### About this exercise
From the first line to the last, copy the material word for word; pictures stay out.

### Records to process
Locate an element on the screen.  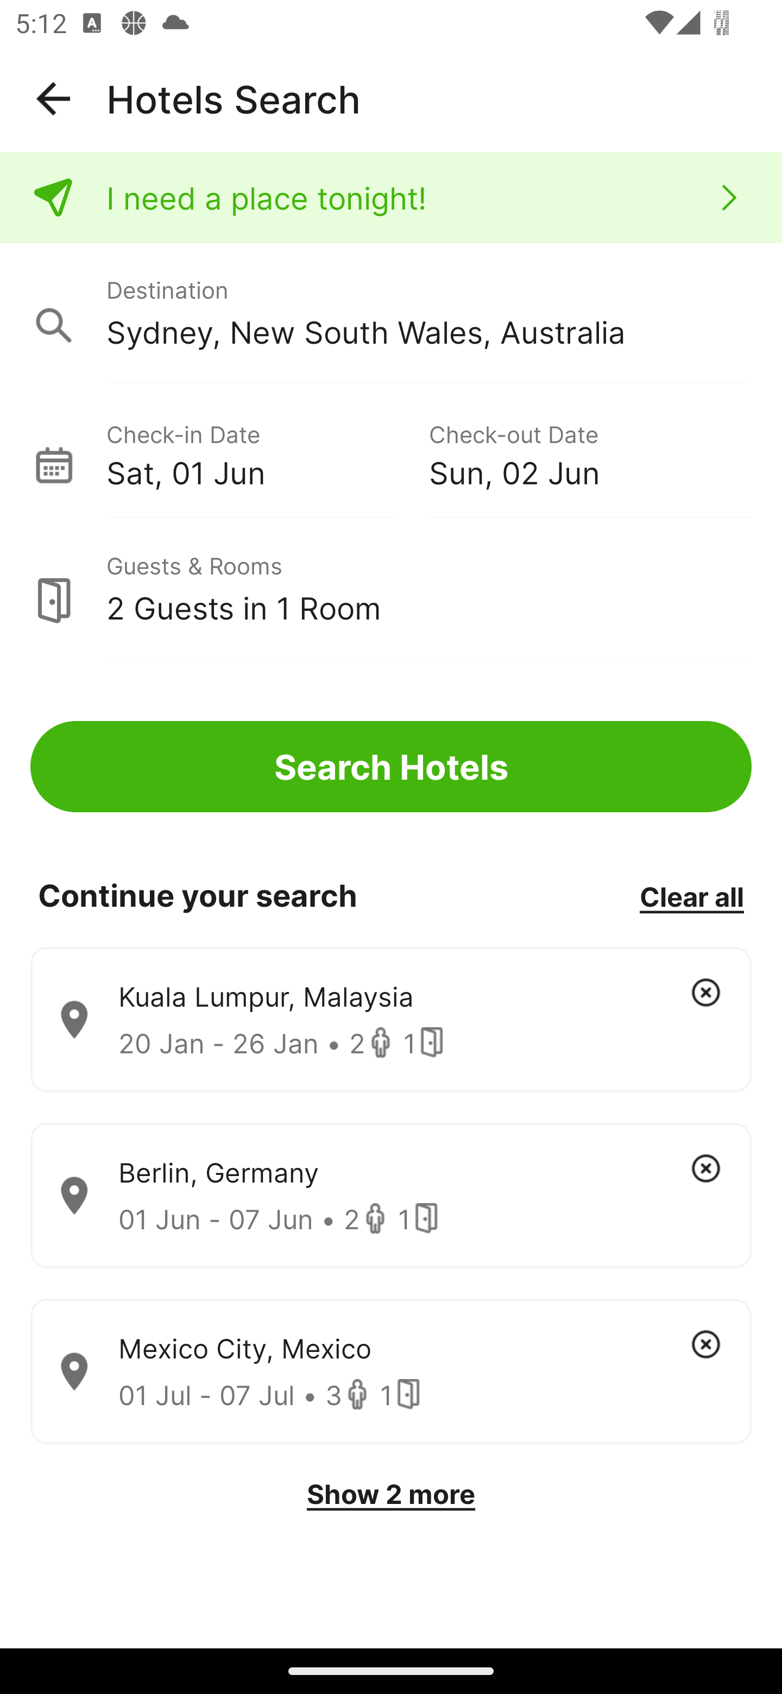
Kuala Lumpur, Malaysia 20 Jan - 26 Jan • 2  1  is located at coordinates (391, 1020).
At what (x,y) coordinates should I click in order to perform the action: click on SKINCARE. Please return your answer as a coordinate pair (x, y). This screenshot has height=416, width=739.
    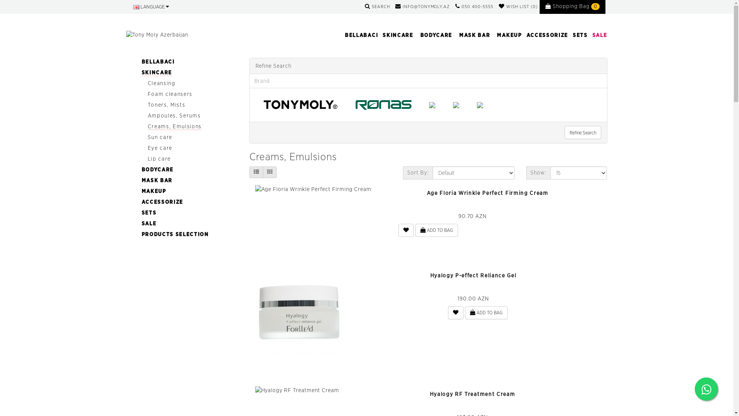
    Looking at the image, I should click on (397, 35).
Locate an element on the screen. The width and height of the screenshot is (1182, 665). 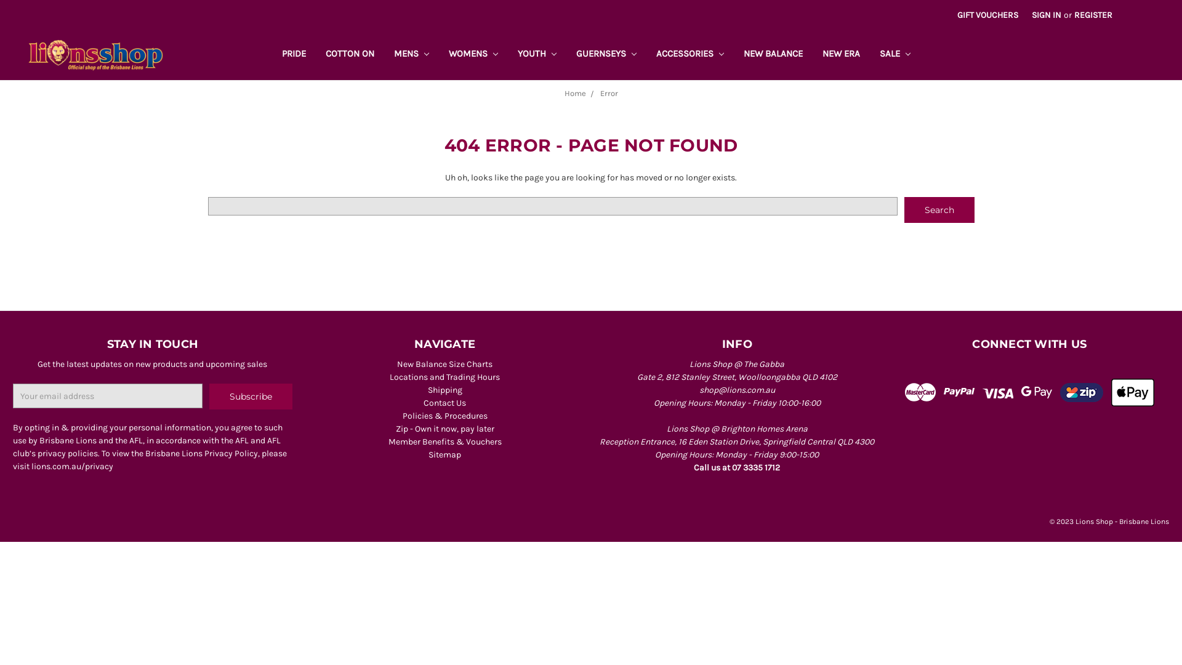
NEW ERA is located at coordinates (841, 55).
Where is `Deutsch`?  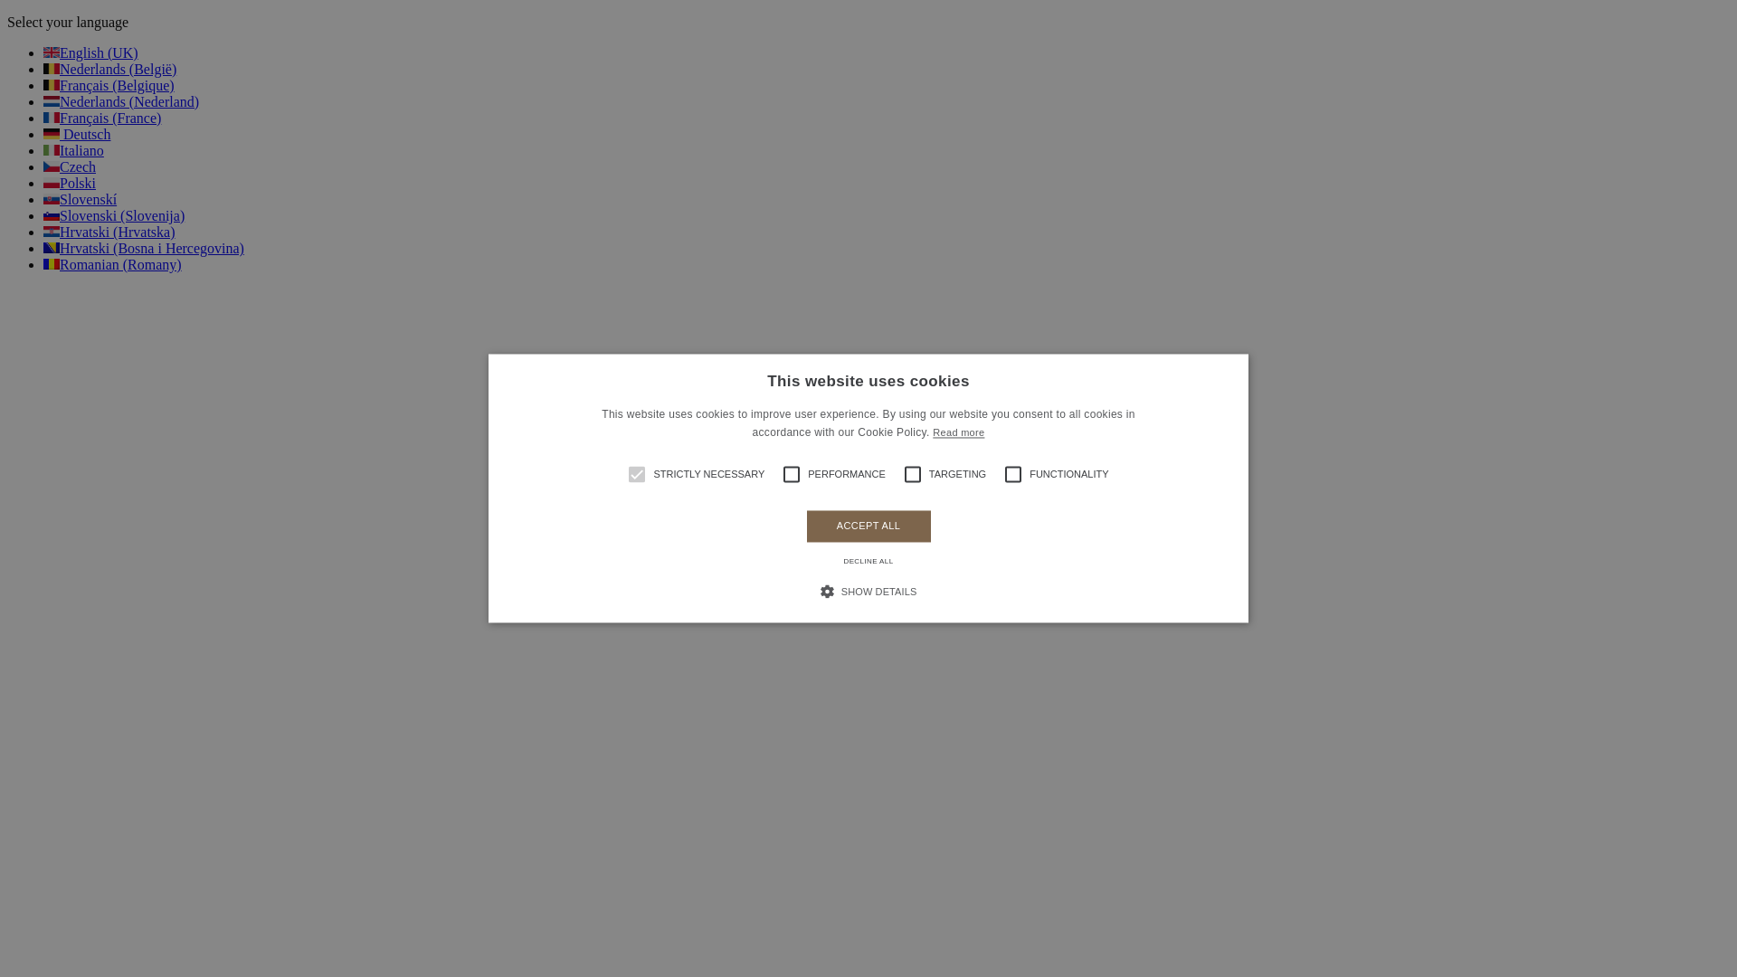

### Answer to this exercise
Locate an element on the screen.  
Kuala Lumpur, Malaysia 20 Jan - 26 Jan • 2  1  is located at coordinates (391, 1020).
At what (x,y) coordinates should I click in order to perform the action: click on SKINCARE. Please return your answer as a coordinate pair (x, y). This screenshot has height=416, width=739.
    Looking at the image, I should click on (397, 35).
Locate an element on the screen. The width and height of the screenshot is (1182, 665). 
NEW ERA is located at coordinates (841, 55).
Where is `Deutsch`?  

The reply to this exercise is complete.